Night Schemes

Photo courtesy
Ed Krieger/Laguna PlayhouseIf people could only learn to trust the universe and realize that the first sign of a love affair gone bad is the only perfect opportunity to get the fuck out, we'd be spared plays like Michael Weller's What the Night Is For.Unfortunately, so many of us are so locked into the beat-the-dead-horse-into-a-fleshy-pulp mode that, after a while, the maggots and bones start tasting so familiar that we start feasting on them, rather than on anything with the semblance of a healthy relationship.

Reveling in memories of the past and using them as reasons to not fully commit to the present are what Adam (Kip Gilman) and Melinda (Claudia Christian) have done for 10 years, ever since their torrid New York City affair abruptly ended. He was a hip, successful architect; she was an aspiring poetess. The Village Voice even called her “Emily Dickinson on Ecstasy.” They were both married, but they loved fucking each other. When Melinda split one day without a word, Adam figured she'd found another lover.

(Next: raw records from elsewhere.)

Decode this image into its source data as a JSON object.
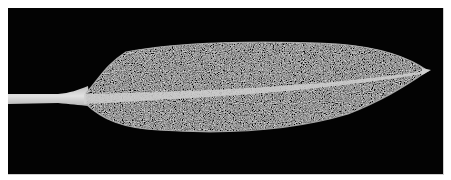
{
  "image": {
    "subject": "leaf",
    "description": "Single elongated lanceolate leaf with petiole on black background",
    "background_color": "#030303",
    "border_color": "#ffffff",
    "leaf_colors": {
      "blade_base": "#5a5a5a",
      "blade_speckle_light": "#c8c8c8",
      "blade_speckle_dark": "#2a2a2a",
      "midrib": "#cfcfcf",
      "petiole": "#d8d8d8",
      "margin": "#bdbdbd"
    }
  }
}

The truth—as these things so often are onstage, and maybe even in life—was far more complicated, and the conceit that Adam is tracking down Melinda in a Midwestern hotel room for the first time in 10 years gives both a chance to sort through the strands.

This is a two-character play set in a hotel room, and if you think it sounds a little bit like Bernard Slade's Same Time, Next Year, you're right. Except that play was a very warm and fuzzy look at two lifelong adulterers whose lives were truly better off because of their annual trysts. Weller's play, directed this time around by Richard Stein, is Slade on Viagra. Sexual innuendo drips from Melinda's lips like the rare roast beef she feeds Adam in bed; her body constantly seems to be on the verge of exploding out of her scant costume; and there's more talk of female orgasm and sexual unfulfillment than an afternoon on my shrink's couch.

But there are also a lot of ridiculous complications that constantly obscure the simple point of the play: Should these two people, who still feel so much passion for each other, throw their lives and families away in the desperate hope they're supposed to be together? A pretty retro idea for the stage; it's been tackled, oh, 1,356 times in the past 10 years. Potentially interesting fodder—but not in Weller's play. We don't get a poignantly arresting look at people who've hit a point in life and realized they're terribly unhappy with who they are and who they're with. We also get manic-depressives, bankruptcies, squandered fortunes, men running for political office, and promises to frightened young children that daddy won't divorce mommy, even though all his friends in school are suffering through divorces.

It's just a lot of unnecessary complications that make it even harder to really care much about the people inside the room. But what makes it absolutely impossible to care about either of them is THEY JUST WON'T SHUT THE FUCK UP! He is an outrageously successful architect who loves his kid and has a marriage that, while not as intimate as he'd like, is still “functional.” She is a hard-working mother who also loves her children and, while married to someone who isn't a great success, really doesn't have to worry about money for the rest of her life.

In other words, all things being relative, these two just need to chill the fuck out and appreciate what they have. In some terribly immature heat of passion, they're contemplating destroying two marriages and the comfort of at least three children.

Anyway, the rather yawny plot and the fact that it's really hard to give a rat's ass about what happens to such greedy, selfish people make the play's ambiguous ending far less than satisfying. Cliffhangers are good, ambiguity is real, but when you couldn't care less about what happens to anybody onstage, it's just another less-than-scintillating night.

What the Night is For at Laguna Playhouse, 606 Laguna Canyon Rd., Laguna Beach, (949) 497-ARTS; lagunaplayhouse.org. Opens Sat. Tues.-Fri., 8 p.m.; Sat., 2 N 8 p.m.; Sun., 2 N 7 p.m. Through May 2. $42-$45; students, half-price (except Fri. N Sat. nights and Sun. matinees).